Lillian Li joined Eight Roads after two years at Salesforce Ventures. She focuses on Enterprise SaaS, Data & Analytics, and Infrastructure.- Credit - Eight Roads
© Eight Roads

As a member of an ethnic minority group in the venture capital sector, Lillian Li (pictured) always wondered whether her background would hinder her career ambitions.

Ms Li, who was born in mainland China and came to the UK when she was a child, was turned down for a number of jobs in private equity before joining the VC world and was never quite sure if the rejections were down to not fitting the mould.

“It was never explicit whether ethnicity was going to be a handicap,” the 30 year-old says. “But I never saw it as an asset because the [industry’s] mindset has been of having a culture where people come from similar backgrounds.”

Being an immigrant and a woman of colour was not going to be a clear cultural fit, she adds, “it meant companies were taking a big bet.”

Ms Li, who now works at Eight Roads Ventures, is part of a small but increasingly more vocal diverse pool of people in an industry that has traditionally had a bias for white male executives.

In the US alone the figures show that close to 60 per cent of employees in the venture capital sector are white and male.
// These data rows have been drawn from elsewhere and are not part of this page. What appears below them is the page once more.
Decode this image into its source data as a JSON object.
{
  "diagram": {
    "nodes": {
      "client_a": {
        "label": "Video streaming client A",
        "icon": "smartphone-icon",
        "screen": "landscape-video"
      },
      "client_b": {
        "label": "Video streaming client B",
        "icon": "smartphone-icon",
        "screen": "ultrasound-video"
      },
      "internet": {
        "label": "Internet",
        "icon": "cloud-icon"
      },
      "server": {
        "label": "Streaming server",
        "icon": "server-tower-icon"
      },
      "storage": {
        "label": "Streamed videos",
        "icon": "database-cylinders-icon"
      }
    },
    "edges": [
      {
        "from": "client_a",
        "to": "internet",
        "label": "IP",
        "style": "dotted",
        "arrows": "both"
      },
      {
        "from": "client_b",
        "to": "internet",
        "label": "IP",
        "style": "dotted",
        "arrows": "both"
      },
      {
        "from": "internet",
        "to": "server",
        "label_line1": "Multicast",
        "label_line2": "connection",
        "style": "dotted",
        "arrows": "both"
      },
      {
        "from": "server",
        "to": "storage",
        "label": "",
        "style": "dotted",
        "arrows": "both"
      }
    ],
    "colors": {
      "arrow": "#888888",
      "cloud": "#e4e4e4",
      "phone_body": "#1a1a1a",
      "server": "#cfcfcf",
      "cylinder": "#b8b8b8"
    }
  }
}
The analysis, by Richard Kerby, a black partner at Equal Ventures, was based on the public information available on close to 200 companies.
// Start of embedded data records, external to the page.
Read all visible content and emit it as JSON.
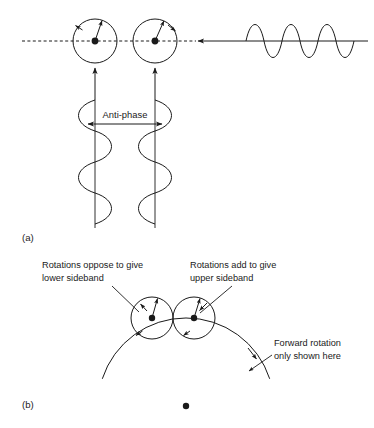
{
  "figure": {
    "background_color": "#ffffff",
    "ink_color": "#1a1a1a"
  },
  "panels": [
    {
      "id": "a",
      "label": "(a)",
      "label_x": 22,
      "label_y": 241,
      "description": "Anti-phase modulation: two counter-rotating vectors on a dashed axis driven by anti-phase sine waves"
    },
    {
      "id": "b",
      "label": "(b)",
      "label_x": 22,
      "label_y": 408,
      "description": "Forward rotation: two vectors riding a large carrier arc, one opposing and one adding"
    }
  ],
  "panel_a": {
    "axis": {
      "name": "dashed-phase-axis",
      "x1": 22,
      "x2": 196,
      "y": 41,
      "style": "dashed"
    },
    "circles": [
      {
        "name": "vector-circle-left",
        "cx": 95,
        "cy": 41,
        "r": 22,
        "vector_angle_deg": 72,
        "rotation": "counter-clockwise",
        "tangent_arrow": "up-left"
      },
      {
        "name": "vector-circle-right",
        "cx": 155,
        "cy": 41,
        "r": 22,
        "vector_angle_deg": 66,
        "rotation": "clockwise",
        "tangent_arrow": "down-right"
      }
    ],
    "feed_arrow": {
      "name": "carrier-feed-arrow",
      "x_from": 246,
      "x_to": 196,
      "y": 41,
      "direction": "left"
    },
    "carrier_wave": {
      "name": "carrier-waveform",
      "x_start": 246,
      "x_end": 368,
      "baseline_y": 41,
      "amplitude": 20,
      "cycles": 2,
      "axis_line": true
    },
    "up_arrows": [
      {
        "name": "drive-arrow-left",
        "x": 95,
        "y_from": 100,
        "y_to": 68
      },
      {
        "name": "drive-arrow-right",
        "x": 155,
        "y_from": 100,
        "y_to": 68
      }
    ],
    "modulation_waves": [
      {
        "name": "modulation-wave-left",
        "axis_x": 95,
        "y_start": 100,
        "y_end": 228,
        "amplitude": 19,
        "cycles": 2,
        "phase": "lead"
      },
      {
        "name": "modulation-wave-right",
        "axis_x": 155,
        "y_start": 100,
        "y_end": 228,
        "amplitude": 19,
        "cycles": 2,
        "phase": "anti"
      }
    ],
    "antiphase_marker": {
      "name": "anti-phase-marker",
      "label": "Anti-phase",
      "x1": 88,
      "x2": 162,
      "y": 124,
      "label_x": 125,
      "label_y": 118,
      "double_headed": true
    }
  },
  "panel_b": {
    "annotations": [
      {
        "name": "annotation-lower-sideband",
        "lines": [
          "Rotations oppose to give",
          "lower sideband"
        ],
        "text_x": 42,
        "text_y": 268,
        "leader": {
          "x1": 112,
          "y1": 285,
          "x2": 137,
          "y2": 311
        }
      },
      {
        "name": "annotation-upper-sideband",
        "lines": [
          "Rotations add to give",
          "upper sideband"
        ],
        "text_x": 190,
        "text_y": 268,
        "leader": {
          "x1": 230,
          "y1": 285,
          "x2": 190,
          "y2": 312
        }
      },
      {
        "name": "annotation-forward-rotation",
        "lines": [
          "Forward rotation",
          "only shown here"
        ],
        "text_x": 274,
        "text_y": 343,
        "leader": {
          "x1": 272,
          "y1": 352,
          "x2": 245,
          "y2": 368
        }
      }
    ],
    "carrier_arc": {
      "name": "carrier-arc",
      "center_x": 186,
      "center_y": 406,
      "radius": 88,
      "start_angle_deg": 198,
      "end_angle_deg": 342,
      "direction_arrow": "clockwise"
    },
    "center_dot": {
      "name": "carrier-center-dot",
      "cx": 186,
      "cy": 406,
      "r": 3.2
    },
    "circles": [
      {
        "name": "sideband-circle-lower",
        "cx": 152,
        "cy": 318,
        "r": 21,
        "vector_angle_deg": 78,
        "rotation": "counter-clockwise",
        "tangent_arrow": "up-left"
      },
      {
        "name": "sideband-circle-upper",
        "cx": 194,
        "cy": 318,
        "r": 21,
        "vector_angle_deg": 74,
        "rotation": "clockwise",
        "tangent_arrow": "down-left"
      }
    ]
  }
}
In Europe, there is no comprehensive study of its kind but industry insiders believe the continent is even less diverse.

Still, some point to the rise of prominent leaders of ethnically diverse backgrounds, like Sonali De Rycker, a female executive of Indian origin at Accel.

There are also new initiatives designed at making venture capital firms more diverse, including Diversity VC, a London-based lobbying group, and Your Story (YSYS), a start-up community, also based in the UK, aimed at making the workplace more mixed.

Francesca Warner, co-founder of Diversity VC, says she set up the initiative partly because of the lack of industry data on diversity and how a broader workforce helps the sector.

“A diverse workforce is important on different levels,” she says. “We want the sector to represent the society that it invests into. We think that way the industry will be a better industry.

Ms Warner points out that if VCs are making decisions about which companies are going to thrive in the world, then representatives that can understand markets in a certain way are important.

Others agree. Tom Bradley, chief executive at Oxford Capital Ventures, argues that companies like his need to have a more diverse team that reflects the wider base of companies they invest in.

“If you hire narrowly, you only get a narrow view,” he says. These days, however, he worries that the decision of the UK — where a lot of venture capital firms are based — to leave the European Union may hinder the prospects of ethnic diversity in technology.

“We need to make sure that the UK remains an attractive and welcoming place for people to come and start businesses,” he says. “That’s critical to VC but also to our cultural life and what makes London and the UK an exciting place to be.”

Deborah Okenla, YSYS founder, says she is seeing change develop, albeit slowly. The black entrepreneur says that one day she looked into the room and realised “I had never seen an investor that looked like me.”

Not everyone is trying to be like Facebook founder Mark Zuckerberg, she says. “Otherwise the industry is missing out on opportunities because they are not asking the right questions [due to lack of having diverse views within workforce].”

However, some warn that the debate should not place the sole emphasis on an ethnically diverse workforce but one where the views are also disparate.

Suranga Chandratillake of Balderton Capital is of Sri Lankan origin but grew up in the UK. He says the firm is trying to invest in very small companies that would become extremely large over a short period of time.

“For them to be large they will touch an extremely large base of customers,” he adds. “The biggest issue with the lack of diversity, if everybody has the same way of looking at the world, they miss entire markets.”

But Mr Chandratillake says that ethnic diversity on its own will not cut it. “It is not about the right number of brown people and the right number of women. Are they actually more diverse in their thinking than a white guy that grew up on the wrong side of tracks?”